Which proves my point. Yes, in law enforcement or legal professional circles there are individuals who are well known for their involvement in major high profile cases. But I can’t think of any individual ever who is “thank God so and so is on our transatlantic flight to solve this murder!” famous.
A show like Adam-12 was a distillation of something like 100 man-years of policing, with 99% of a given day edited out for donuts. No individual detective, private or police, experiences anywhere near the level of strange and befuddling mysteries as do a Hercule Poirot or a Jessica Fletcher. There is just not much room for acquiring fame. Can anyone name the detective that caught Ted Bundy without looking it up? We remember the fiends and forget the whitehats.
He may not be world-famous, but William Dear became somewhat famous as the guy who found the “Dungeon Master” who disappeared playing Dungeons and Dragons in the steam tunnels beneath the University of Michigan.
Ness was an investigator for the Prohibition Bureau of Chicago. Is there a difference between a detective and an investigator? Don’t they both follow clues to solve crimes and catch criminals?
Nelson had a crew of tax accountants who did most of the actual investigating for him. All he had to do was coordinate and follow it up.
James Dallas Egbert III disappearance had nothing whatsoever to do with D&D . That so called “detective” got every single fact wrong.
Dear didn’t find Egbert, Egbert found Dear. Egbert called him.
Dear later capitalized on his errors by calling his book - The Dungeon Master: The Disappearance of James Dallas Egbert III i even tho D&D had nothing do do with it.
Of that list I’d say William Burns,Raymond C. Schindler, and Ignatius Pollaky would qualify,
John Douglas, the FBI agent who wrote a whole bunch of books and is the basis of Mindhunter, which was a TV show, is a detective of a sort. That’s the only one I can think of.
There are no bathrooms.
bathrooms do not exist, only implied.
Except on the Brady Bunch.
Where there are no toilets.
Marsha held it in, until she reached 30.
Then, exploded.
An old Leave It to Beaver episode had Wally and Beaver owning a baby alligator. They kept it in the toilet tank in the bathroom adjacent to their bedroom.
Anyone who makes friends with Jessica Fletcher gets murdered, framed for murder, or put on trial for murder.
All in the Family was kind of ground breaking in that they featured occasional toilet-flushing noise (usually to go along with the dialog), though the bathroom was rarely if ever actually shown.
One oddity is that females did not start having explicitly mentioned periods until the late 70s or early 80s – except in ads for feminine hygiene products, which were abundant. A boy with no sisters or much exposure to women could easily be confused as to what that shit was about.
though quite circumspect about what was being talked about
However, the liquids they were shown to absorb were inevitably blue; certainly never seen that in real life.
Women were the original blue-bloods.
Some men still are! I’ve heard some men believe that women can willingly control the flow of their periods, like peeing, I guess.
Or whether they get pregnant when raped.
A lot of people still had B&W TVs then. That medium blue stood out well on both color as well as B&W.
AND didn’t remind you that you were talking about, y’know, eewww.
Also, since it was a clear liquid, red might make one think of punch or kool-ade, whereas blue reminds one of bleach.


■ **What you need to do**: Examine the entries and show every line in which the word "tyre" is found.

Material provided Block Start

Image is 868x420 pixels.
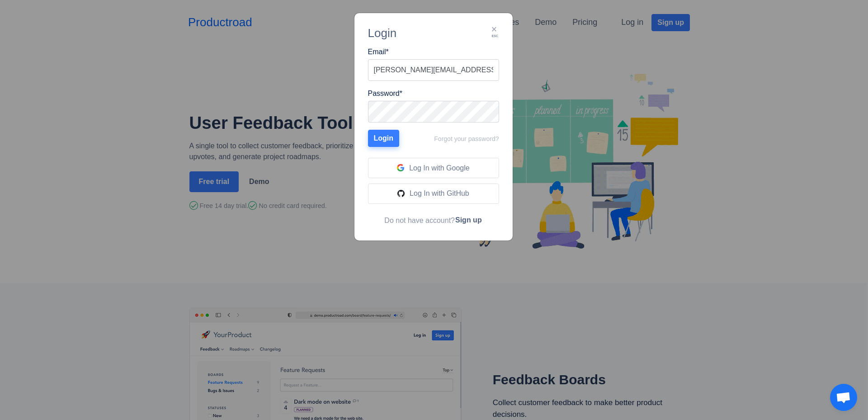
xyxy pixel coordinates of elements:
div: Login [368,24,499,42]
img: google_64.png [397,164,404,171]
div: Do not have account? [368,216,499,227]
label: Email [368,47,389,57]
input: Email [368,59,499,81]
span: Log In with GitHub [410,189,469,197]
img: github_64.png [397,190,405,197]
a: Forgot your password? [434,130,499,146]
label: Password [368,88,403,99]
a: Log In with Google [368,161,499,169]
span: Log In with Google [409,164,469,172]
a: Log In with GitHub [368,187,499,194]
div: esc [492,34,498,39]
button: Login [368,130,400,147]
div: Otvorený chat [830,384,857,411]
div: × [492,22,498,37]
button: Sign up [455,214,482,226]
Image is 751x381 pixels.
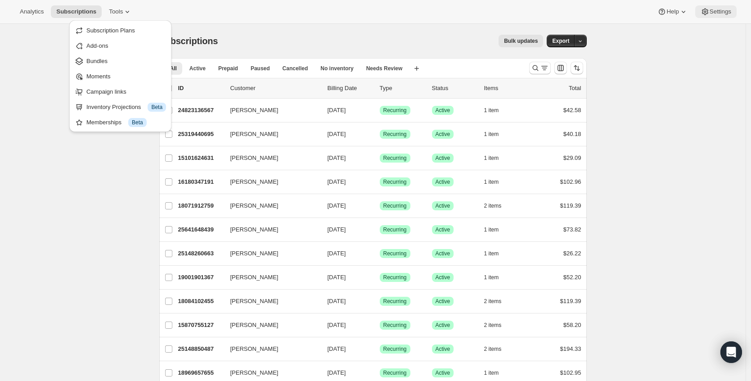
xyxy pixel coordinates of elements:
[225,198,315,213] button: [PERSON_NAME]
[563,226,581,233] span: $73.82
[178,271,581,283] div: 19001901367[PERSON_NAME][DATE]SuccessRecurringSuccessActive1 item$52.20
[484,226,499,233] span: 1 item
[436,202,450,209] span: Active
[383,250,407,257] span: Recurring
[484,104,509,117] button: 1 item
[484,130,499,138] span: 1 item
[230,249,279,258] span: [PERSON_NAME]
[225,222,315,237] button: [PERSON_NAME]
[484,250,499,257] span: 1 item
[328,369,346,376] span: [DATE]
[436,250,450,257] span: Active
[484,295,512,307] button: 2 items
[666,8,679,15] span: Help
[320,65,353,72] span: No inventory
[230,344,279,353] span: [PERSON_NAME]
[178,319,581,331] div: 15870755127[PERSON_NAME][DATE]SuccessRecurringSuccessActive2 items$58.20
[283,65,308,72] span: Cancelled
[225,103,315,117] button: [PERSON_NAME]
[86,103,166,112] div: Inventory Projections
[20,8,44,15] span: Analytics
[436,297,450,305] span: Active
[178,368,223,377] p: 18969657655
[554,62,567,74] button: Customize table column order and visibility
[151,103,162,111] span: Beta
[560,202,581,209] span: $119.39
[178,152,581,164] div: 15101624631[PERSON_NAME][DATE]SuccessRecurringSuccessActive1 item$29.09
[72,99,169,114] button: Inventory Projections
[230,225,279,234] span: [PERSON_NAME]
[484,175,509,188] button: 1 item
[178,223,581,236] div: 25641648439[PERSON_NAME][DATE]SuccessRecurringSuccessActive1 item$73.82
[547,35,575,47] button: Export
[230,130,279,139] span: [PERSON_NAME]
[383,107,407,114] span: Recurring
[484,345,502,352] span: 2 items
[328,178,346,185] span: [DATE]
[484,152,509,164] button: 1 item
[560,297,581,304] span: $119.39
[328,226,346,233] span: [DATE]
[178,84,223,93] p: ID
[328,297,346,304] span: [DATE]
[225,318,315,332] button: [PERSON_NAME]
[484,297,502,305] span: 2 items
[328,154,346,161] span: [DATE]
[383,226,407,233] span: Recurring
[571,62,583,74] button: Sort the results
[178,344,223,353] p: 25148850487
[563,107,581,113] span: $42.58
[251,65,270,72] span: Paused
[499,35,543,47] button: Bulk updates
[178,130,223,139] p: 25319440695
[178,295,581,307] div: 18084102455[PERSON_NAME][DATE]SuccessRecurringSuccessActive2 items$119.39
[86,58,108,64] span: Bundles
[484,178,499,185] span: 1 item
[86,88,126,95] span: Campaign links
[484,274,499,281] span: 1 item
[159,36,218,46] span: Subscriptions
[563,130,581,137] span: $40.18
[72,38,169,53] button: Add-ons
[178,106,223,115] p: 24823136567
[86,73,110,80] span: Moments
[432,84,477,93] p: Status
[436,345,450,352] span: Active
[178,177,223,186] p: 16180347191
[328,130,346,137] span: [DATE]
[560,369,581,376] span: $102.95
[436,226,450,233] span: Active
[436,321,450,328] span: Active
[178,320,223,329] p: 15870755127
[484,271,509,283] button: 1 item
[103,5,137,18] button: Tools
[695,5,737,18] button: Settings
[178,175,581,188] div: 16180347191[PERSON_NAME][DATE]SuccessRecurringSuccessActive1 item$102.96
[178,273,223,282] p: 19001901367
[225,246,315,261] button: [PERSON_NAME]
[563,274,581,280] span: $52.20
[178,249,223,258] p: 25148260663
[484,128,509,140] button: 1 item
[383,154,407,162] span: Recurring
[230,273,279,282] span: [PERSON_NAME]
[436,178,450,185] span: Active
[560,178,581,185] span: $102.96
[484,199,512,212] button: 2 items
[230,297,279,306] span: [PERSON_NAME]
[552,37,569,45] span: Export
[484,84,529,93] div: Items
[366,65,403,72] span: Needs Review
[225,342,315,356] button: [PERSON_NAME]
[230,320,279,329] span: [PERSON_NAME]
[484,369,499,376] span: 1 item
[383,297,407,305] span: Recurring
[529,62,551,74] button: Search and filter results
[436,130,450,138] span: Active
[484,107,499,114] span: 1 item
[484,247,509,260] button: 1 item
[383,274,407,281] span: Recurring
[225,294,315,308] button: [PERSON_NAME]
[178,247,581,260] div: 25148260663[PERSON_NAME][DATE]SuccessRecurringSuccessActive1 item$26.22
[484,154,499,162] span: 1 item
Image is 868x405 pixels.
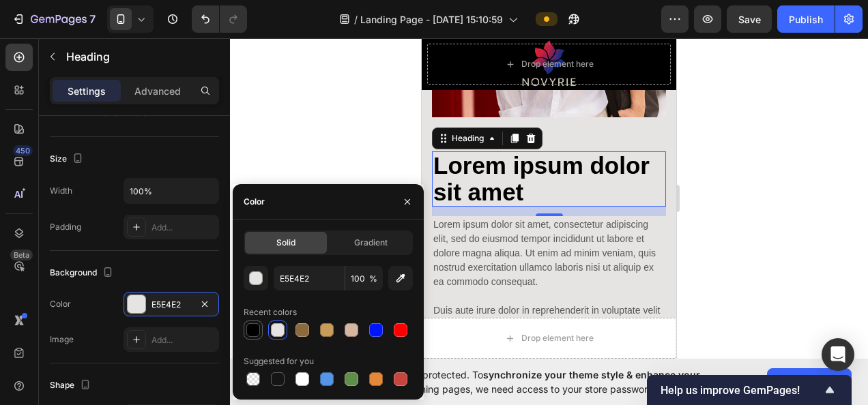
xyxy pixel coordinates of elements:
[767,368,851,396] button: Allow access
[152,335,216,347] div: Add...
[726,5,772,33] button: Save
[788,12,823,27] div: Publish
[10,250,33,260] div: Beta
[50,150,86,168] div: Size
[50,221,81,234] div: Padding
[135,84,181,98] p: Advanced
[821,338,854,371] div: Open Intercom Messenger
[661,384,821,397] span: Help us improve GemPages!
[317,367,753,397] span: Your page is password protected. To when designing pages, we need access to your store password.
[243,196,265,208] div: Color
[124,179,218,204] input: Auto
[152,299,191,311] div: E5E4E2
[50,264,116,283] div: Background
[354,12,357,27] span: /
[66,48,214,65] p: Heading
[273,266,344,291] input: Eg: FFFFFF
[90,11,96,28] p: 7
[50,334,73,346] div: Image
[11,179,243,323] p: Lorem ipsum dolor sit amet, consectetur adipiscing elit, sed do eiusmod tempor incididunt ut labo...
[13,145,33,156] div: 450
[191,5,247,33] div: Undo/Redo
[361,12,503,27] span: Landing Page - [DATE] 15:10:59
[661,382,837,399] button: Show survey - Help us improve GemPages!
[50,298,71,311] div: Color
[5,5,102,33] button: 7
[354,237,387,249] span: Gradient
[738,14,761,25] span: Save
[50,377,93,395] div: Shape
[422,38,676,359] iframe: Design area
[276,237,295,249] span: Solid
[243,355,314,367] div: Suggested for you
[152,222,216,234] div: Add...
[243,306,297,318] div: Recent colors
[317,369,700,395] span: synchronize your theme style & enhance your experience
[67,84,106,98] p: Settings
[777,5,834,33] button: Publish
[50,185,72,198] div: Width
[369,273,377,286] span: %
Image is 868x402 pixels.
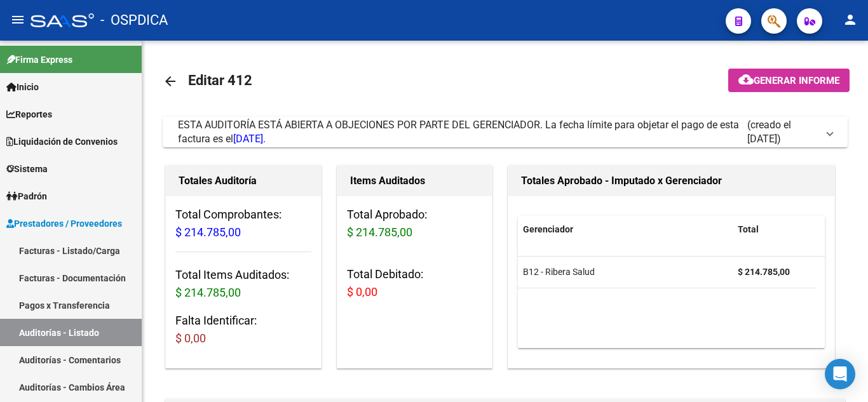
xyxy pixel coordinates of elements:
[738,224,758,234] span: Total
[175,312,311,348] h3: Falta Identificar:
[523,267,595,277] span: B12 - Ribera Salud
[162,117,847,148] mat-expansion-panel-header: ESTA AUDITORÍA ESTÁ ABIERTA A OBJECIONES POR PARTE DEL GERENCIADOR. La fecha límite para objetar ...
[517,216,732,243] datatable-header-cell: Gerenciador
[100,6,168,34] span: - OSPDICA
[6,80,39,94] span: Inicio
[175,331,206,345] span: $ 0,00
[175,266,311,302] h3: Total Items Auditados:
[6,189,47,204] span: Padrón
[175,206,311,241] h3: Total Comprobantes:
[738,267,789,277] strong: $ 214.785,00
[6,135,117,149] span: Liquidación de Convenios
[347,285,377,298] span: $ 0,00
[728,69,849,92] button: Generar informe
[347,265,483,301] h3: Total Debitado:
[178,118,739,145] span: ESTA AUDITORÍA ESTÁ ABIERTA A OBJECIONES POR PARTE DEL GERENCIADOR. La fecha límite para objetar ...
[6,52,72,67] span: Firma Express
[523,224,573,234] span: Gerenciador
[738,72,753,87] mat-icon: cloud_download
[233,133,265,145] span: [DATE].
[162,73,178,89] mat-icon: arrow_back
[10,12,26,28] mat-icon: menu
[188,73,252,88] span: Editar 412
[747,118,817,146] span: (creado el [DATE])
[347,226,412,239] span: $ 214.785,00
[842,12,857,28] mat-icon: person
[6,162,48,176] span: Sistema
[6,217,122,230] span: Prestadores / Proveedores
[179,171,308,191] h1: Totales Auditoría
[753,75,839,86] span: Generar informe
[175,226,240,239] span: $ 214.785,00
[175,285,240,299] span: $ 214.785,00
[6,107,52,121] span: Reportes
[521,171,821,191] h1: Totales Aprobado - Imputado x Gerenciador
[350,171,480,191] h1: Items Auditados
[824,359,855,389] div: Open Intercom Messenger
[732,216,815,243] datatable-header-cell: Total
[347,206,483,241] h3: Total Aprobado:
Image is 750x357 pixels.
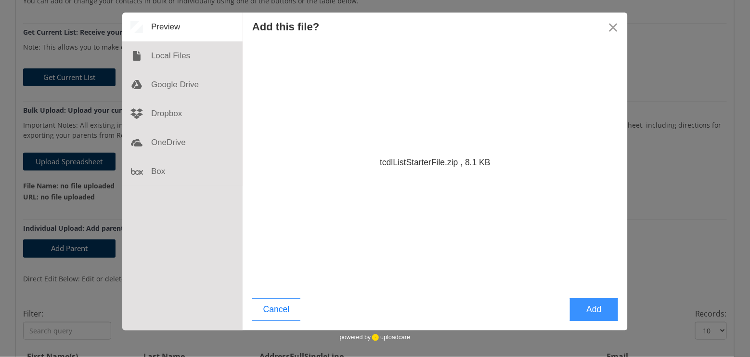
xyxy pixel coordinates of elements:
[122,99,243,128] div: Dropbox
[252,298,300,321] button: Cancel
[122,157,243,186] div: Box
[252,21,319,33] div: Add this file?
[122,41,243,70] div: Local Files
[380,156,491,169] div: tcdlListStarterFile.zip , 8.1 KB
[122,70,243,99] div: Google Drive
[570,298,618,321] button: Add
[340,330,410,345] div: powered by
[122,128,243,157] div: OneDrive
[122,13,243,41] div: Preview
[371,334,410,341] a: uploadcare
[599,13,628,41] button: Close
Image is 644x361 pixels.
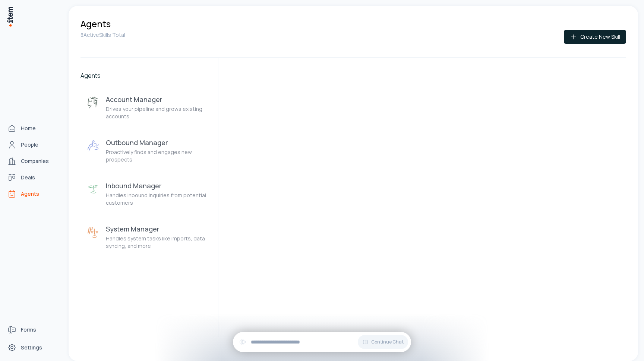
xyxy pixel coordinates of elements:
img: Account Manager [86,96,100,110]
h3: Inbound Manager [106,181,208,190]
button: Inbound ManagerInbound ManagerHandles inbound inquiries from potential customers [80,175,213,213]
span: Companies [21,158,49,165]
a: Deals [4,170,61,185]
img: System Manager [86,226,100,240]
div: Continue Chat [233,332,411,352]
button: Outbound ManagerOutbound ManagerProactively finds and engages new prospects [80,132,213,170]
a: Companies [4,154,61,169]
button: Account ManagerAccount ManagerDrives your pipeline and grows existing accounts [80,89,213,126]
a: Home [4,121,61,136]
h3: Outbound Manager [106,138,208,147]
button: System ManagerSystem ManagerHandles system tasks like imports, data syncing, and more [80,219,213,256]
span: Continue Chat [371,339,403,345]
img: Inbound Manager [86,183,100,196]
img: Item Brain Logo [6,6,13,27]
span: Settings [21,344,42,352]
p: Handles system tasks like imports, data syncing, and more [106,235,208,250]
img: Outbound Manager [86,140,100,153]
button: Create New Skill [564,30,626,44]
h3: Account Manager [106,95,208,104]
span: Agents [21,190,39,198]
span: Deals [21,174,35,181]
a: Agents [4,187,61,202]
span: Home [21,125,36,132]
p: Handles inbound inquiries from potential customers [106,192,208,207]
h1: Agents [80,18,111,30]
a: Forms [4,323,61,338]
p: 8 Active Skills Total [80,31,125,39]
p: Proactively finds and engages new prospects [106,149,208,164]
span: People [21,141,38,149]
span: Forms [21,326,36,334]
button: Continue Chat [358,335,408,349]
a: People [4,137,61,152]
h2: Agents [80,71,213,80]
a: Settings [4,341,61,355]
h3: System Manager [106,225,208,234]
p: Drives your pipeline and grows existing accounts [106,105,208,120]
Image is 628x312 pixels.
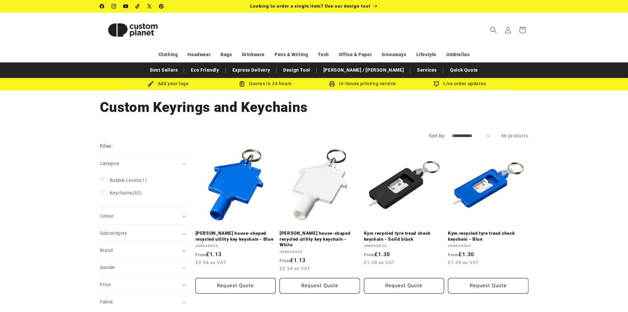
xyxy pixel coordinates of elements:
[188,49,211,60] a: Headwear
[100,213,114,218] span: Colour
[100,242,186,258] summary: Brand (0 selected)
[411,79,509,88] div: Live order updates
[448,230,529,242] a: Kym recycled tyre tread check keychain - Blue
[120,79,217,88] div: Add your logo
[318,49,329,60] a: Tech
[100,259,186,276] summary: Gender (0 selected)
[196,278,276,293] button: Request Quote
[100,299,113,304] span: Fabric
[280,230,360,248] a: [PERSON_NAME] house-shaped recycled utility key keychain - White
[100,247,113,253] span: Brand
[148,81,154,87] img: Brush Icon
[447,64,481,76] a: Quick Quote
[364,278,444,293] button: Request Quote
[329,81,335,87] img: In-house printing
[100,230,127,235] span: Subcategory
[100,207,186,224] summary: Colour (0 selected)
[110,177,140,183] span: Bubble Levels
[448,278,529,293] button: Request Quote
[414,64,440,76] a: Services
[100,293,186,310] summary: Fabric (0 selected)
[100,276,186,293] summary: Price
[229,64,274,76] a: Express Delivery
[100,142,113,150] h2: Filter:
[280,64,314,76] a: Design Tool
[486,23,501,37] summary: Search
[100,98,529,116] h1: Custom Keyrings and Keychains
[314,79,411,88] div: In-house printing service
[110,190,142,196] span: (65)
[100,282,111,287] span: Price
[416,49,437,60] a: Lifestyle
[364,230,444,242] a: Kym recycled tyre tread check keychain - Solid black
[239,81,245,87] img: Order Updates Icon
[429,133,445,138] label: Sort by:
[100,225,186,241] summary: Subcategory (0 selected)
[242,49,265,60] a: Drinkware
[446,49,469,60] a: Umbrellas
[147,64,181,76] a: Best Sellers
[110,190,133,195] span: Keychains
[339,49,372,60] a: Office & Paper
[275,49,308,60] a: Pens & Writing
[100,15,166,45] img: Custom Planet
[159,49,178,60] a: Clothing
[100,161,120,166] span: Category
[217,79,314,88] div: Quotes in 24 hours
[221,49,232,60] a: Bags
[280,278,360,293] button: Request Quote
[100,155,186,172] summary: Category (0 selected)
[100,264,115,270] span: Gender
[501,133,529,138] span: 66 products
[320,64,407,76] a: [PERSON_NAME] / [PERSON_NAME]
[250,3,371,9] span: Looking to order a single item? Use our design tool
[188,64,222,76] a: Eco Friendly
[110,177,147,183] span: (1)
[382,49,406,60] a: Giveaways
[434,81,439,87] img: Order updates
[97,13,168,47] a: Custom Planet
[196,230,276,242] a: [PERSON_NAME] house-shaped recycled utility key keychain - Blue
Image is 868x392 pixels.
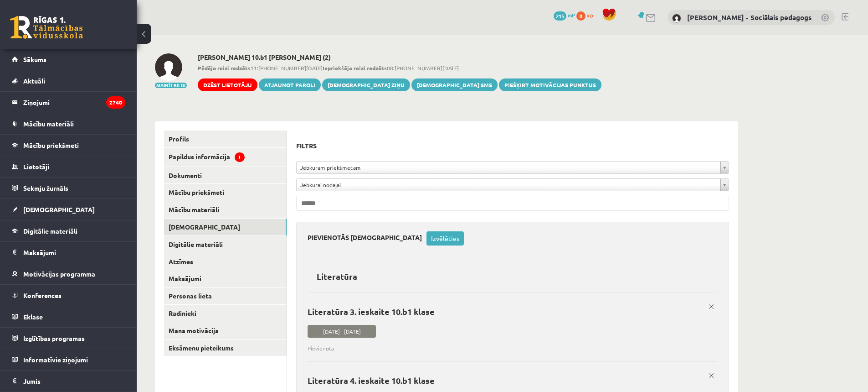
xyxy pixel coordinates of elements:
a: [PERSON_NAME] - Sociālais pedagogs [687,13,811,22]
legend: Ziņojumi [24,91,125,112]
h3: Filtrs [296,139,718,152]
span: xp [587,11,593,18]
span: Eklase [24,313,43,321]
h3: Pievienotās [DEMOGRAPHIC_DATA] [307,231,427,241]
a: Konferences [12,285,125,306]
span: [DEMOGRAPHIC_DATA] [24,206,95,213]
span: Pievienota [307,344,711,352]
a: [DEMOGRAPHIC_DATA] [164,219,286,235]
span: Sekmju žurnāls [24,184,69,192]
i: 2740 [106,96,125,109]
a: Eksāmenu pieteikums [164,339,286,356]
a: Informatīvie ziņojumi [12,348,125,370]
a: Eklase [12,306,125,327]
span: Jebkuram priekšmetam [300,161,717,173]
span: Informatīvie ziņojumi [24,355,88,363]
h2: [PERSON_NAME] 10.b1 [PERSON_NAME] (2) [198,53,602,61]
span: Izglītības programas [24,334,84,342]
a: x [705,300,718,313]
a: Jumis [12,370,125,391]
b: Pēdējo reizi redzēts [198,64,251,71]
a: Izvēlēties [427,231,464,246]
a: Digitālie materiāli [164,236,286,253]
h2: Literatūra [307,266,367,287]
span: Aktuāli [24,77,45,84]
a: Mācību materiāli [164,201,286,218]
button: Mainīt bildi [155,83,187,88]
a: Maksājumi [12,241,125,263]
span: [DATE] - [DATE] [307,325,376,337]
a: Mana motivācija [164,322,286,339]
a: Profils [164,131,286,147]
span: Jumis [24,376,41,385]
span: Digitālie materiāli [24,226,77,235]
a: Piešķirt motivācijas punktus [499,78,602,91]
span: ! [235,152,245,162]
a: Maksājumi [164,270,286,287]
a: Dokumenti [164,167,286,184]
b: Iepriekšējo reizi redzēts [323,64,387,71]
a: Atzīmes [164,253,286,270]
a: Sākums [12,49,125,70]
a: x [705,369,718,382]
legend: Maksājumi [24,241,125,263]
span: 11:[PHONE_NUMBER][DATE] 08:[PHONE_NUMBER][DATE] [198,64,602,72]
span: Jebkurai nodaļai [300,179,717,191]
span: Mācību priekšmeti [24,141,79,149]
a: Aktuāli [12,71,125,91]
a: Atjaunot paroli [259,78,321,91]
span: Lietotāji [24,162,50,171]
span: Konferences [24,291,62,299]
a: Motivācijas programma [12,263,125,284]
a: Jebkuram priekšmetam [297,161,729,173]
p: Literatūra 4. ieskaite 10.b1 klase [307,375,711,385]
img: Roberts Jenerts [155,53,182,81]
a: Lietotāji [12,156,125,177]
a: Personas lieta [164,287,286,304]
span: Motivācijas programma [24,269,95,278]
span: Sākums [24,55,46,64]
a: Radinieki [164,305,286,321]
a: Dzēst lietotāju [198,78,258,91]
a: [DEMOGRAPHIC_DATA] SMS [412,78,498,91]
span: 0 [576,11,586,21]
img: Dagnija Gaubšteina - Sociālais pedagogs [672,14,682,23]
a: Mācību priekšmeti [164,184,286,200]
a: Izglītības programas [12,328,125,348]
a: [DEMOGRAPHIC_DATA] ziņu [322,78,410,91]
a: Sekmju žurnāls [12,178,125,199]
a: [DEMOGRAPHIC_DATA] [12,199,125,220]
a: Jebkurai nodaļai [297,179,729,191]
span: 215 [554,11,567,21]
a: 215 mP [554,11,575,18]
span: mP [568,11,575,18]
a: Mācību priekšmeti [12,134,125,156]
a: Papildus informācija! [164,148,286,166]
span: Mācību materiāli [24,119,74,128]
a: 0 xp [576,11,597,18]
a: Ziņojumi2740 [12,91,125,112]
a: Rīgas 1. Tālmācības vidusskola [10,16,83,38]
a: Digitālie materiāli [12,220,125,241]
a: Mācību materiāli [12,113,125,134]
p: Literatūra 3. ieskaite 10.b1 klase [307,307,711,316]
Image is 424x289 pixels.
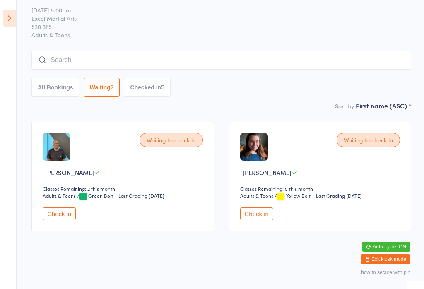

Material provided Block End

■ **Solution to this problem**:
[448,230,529,242] a: Kym recycled tyre tread check keychain - Blue
[364,230,444,242] a: Kym recycled tyre tread check keychain - Solid black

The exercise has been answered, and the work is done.